Previous recipients of the Horblit Award, which was established in 1947 by the late Boston attorney Mark M. Horblit to “foster and promote the writing of symphonic compositions by composers resident in the United States,” include Aaron Copland, Walter Piston, Ned Rorem, Donald Martino, Earl Kim, and Leonard Bernstein, who received the award in 1949 at the age of 31. The award was not been given since 1993, when it was received by John Corigliano.

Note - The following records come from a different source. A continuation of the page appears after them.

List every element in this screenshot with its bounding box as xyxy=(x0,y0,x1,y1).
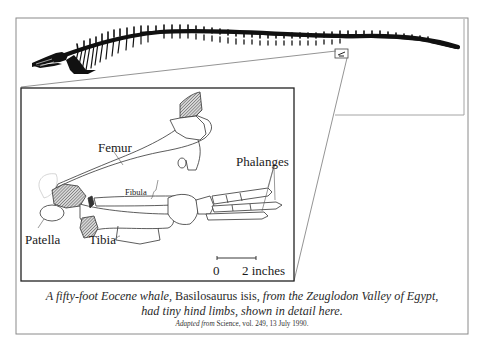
caption-part-c: from the Zeuglodon Valley of Egypt, xyxy=(263,289,439,303)
caption-species: Basilosaurus isis, xyxy=(175,289,260,303)
caption-part-a: A fifty-foot Eocene whale, xyxy=(46,289,172,303)
whale-skeleton xyxy=(32,25,458,74)
label-fibula: Fibula xyxy=(125,188,147,197)
label-femur: Femur xyxy=(98,141,132,154)
credit-prefix: Adapted from xyxy=(176,320,215,328)
scale-bar-end: 2 inches xyxy=(242,264,285,277)
caption-credit: Adapted from Science, vol. 249, 13 July … xyxy=(16,321,468,328)
label-patella: Patella xyxy=(25,233,60,246)
label-tibia: Tibia xyxy=(89,233,116,246)
caption-line-2: had tiny hind limbs, shown in detail her… xyxy=(16,305,468,317)
credit-source: Science, vol. 249, 13 July 1990. xyxy=(216,320,308,328)
label-phalanges: Phalanges xyxy=(236,155,289,168)
scale-bar-start: 0 xyxy=(213,264,220,277)
caption-line-1: A fifty-foot Eocene whale, Basilosaurus … xyxy=(16,290,468,302)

The 2007 award is Carter’s second Horblit Award; he received the first in August of 1988 (several months before he turned 80) at the Tanglewood Music Center’s annual Festival of Contemporary Music.

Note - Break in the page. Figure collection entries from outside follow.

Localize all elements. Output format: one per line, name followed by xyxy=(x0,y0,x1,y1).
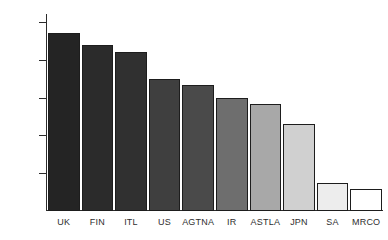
bar[interactable] xyxy=(82,45,114,211)
bar[interactable] xyxy=(350,189,382,211)
bar[interactable] xyxy=(283,124,315,211)
bar-group[interactable]: ITL xyxy=(115,52,147,211)
y-axis-tick xyxy=(39,60,46,61)
x-axis-category-label: UK xyxy=(57,217,70,227)
bar-group[interactable]: IR xyxy=(216,98,248,211)
bar-group[interactable]: US xyxy=(149,79,181,211)
y-axis: 500400300200100 xyxy=(0,0,48,240)
x-axis-category-label: ITL xyxy=(124,217,138,227)
bar-group[interactable]: JPN xyxy=(283,124,315,211)
bar-chart: 500400300200100 UKFINITLUSAGTNAIRASTLAJP… xyxy=(0,0,388,240)
y-axis-tick xyxy=(39,173,46,174)
x-axis-category-label: US xyxy=(158,217,171,227)
x-axis-category-label: SA xyxy=(326,217,338,227)
bar[interactable] xyxy=(115,52,147,211)
bar-group[interactable]: AGTNA xyxy=(182,85,214,211)
bar[interactable] xyxy=(149,79,181,211)
bar-group[interactable]: SA xyxy=(317,183,349,211)
y-axis-tick xyxy=(39,22,46,23)
plot-area: UKFINITLUSAGTNAIRASTLAJPNSAMRCO xyxy=(47,0,388,240)
bar-group[interactable]: ASTLA xyxy=(250,104,282,211)
bar-group[interactable]: FIN xyxy=(82,45,114,211)
bar[interactable] xyxy=(317,183,349,211)
bar-group[interactable]: MRCO xyxy=(350,189,382,211)
y-axis-tick xyxy=(39,135,46,136)
x-axis-category-label: JPN xyxy=(290,217,308,227)
bar[interactable] xyxy=(182,85,214,211)
bar[interactable] xyxy=(250,104,282,211)
x-axis-category-label: AGTNA xyxy=(182,217,214,227)
x-axis-category-label: MRCO xyxy=(352,217,380,227)
x-axis-category-label: IR xyxy=(227,217,236,227)
bar[interactable] xyxy=(216,98,248,211)
x-axis-category-label: FIN xyxy=(90,217,105,227)
bar[interactable] xyxy=(48,33,80,211)
y-axis-tick xyxy=(39,98,46,99)
bar-group[interactable]: UK xyxy=(48,33,80,211)
x-axis-category-label: ASTLA xyxy=(251,217,281,227)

Morten Lauridsen and Les Paul Among 2007 National Medal of Arts Honorees


Composer Morten Lauridsen and President George W. Bush

Choral composer Morten Lauridsen and electric guitar innovator Les Paul were among the 2007 National Medal of Arts Honorees announced by President George W. Bush in an East Room ceremony at the White House on November 14. The National Endowment for the Arts manages the National Medal of Arts nomination process and notified the artists of their selection to receive a medal, the nation’s highest honor for artistic excellence.

The other recipients this year are: painters George Tooker and Andrew Wyeth; N. Scott Momaday, author, essayist, poet, professor, and painter; R. Craig Noel, director of the Old Globe Theatre in San Diego; and arts patrons Henry Steinway and Roy R. Neuberger. Also receiving an award from the President will be Erich Kunzel, conductor of the Cincinnati Pops Orchestra and a 2006 National Medal of Arts recipient who was not able to attend last year’s event.

Musical America Announces 2008 Awards

Pianist Charles Rosen, Atlanta Symphony Music Director Robert Spano, and the San Francisco-based men’s chorus Chanticleer will be among the honorees receiving 2008 Awards from Musical America in a special ceremony at Lincoln Center on December 13. In addition, Paris-based Finnish post-spectralist Kaija Saariaho has been named 2008 Composer of the Year, and Russian soprano Anna Netrebko was awarded the top honor, Musician of the Year.

Rosen, named Instrumentalist of the Year, was lauded for his multiple careers as a pianist, author, and scholar, and for his advocacy of contemporary composers including Stravinsky and Carter. Spano, named Conductor the Year, was hailed for “his richly inventive programming, “commissioning countless new works,” and for possessing “all the right qualities to bring an American orchestra success: solid musicianship, intellectual curiosity, and a palpable enthusiasm that is contagious on both sides of the footlights.” Chanticleer, the 2008 Ensemble of the Year, was praised for their “unique sound and distinctive style” as well as for commissioning 60 new works.

Musical America, which was founded as a weekly newspaper in 1898, began the tradition of choosing an annual Musician of the Year in 1960, concurrent with the publication of their first annual directory—now an industry-standard reference guide to artists and performing organizations worldwide. Awards for Instrumentalist, Conductor, Composer, and Vocalist of the Year date from 1992; the Ensemble of the Year category was added in 1995.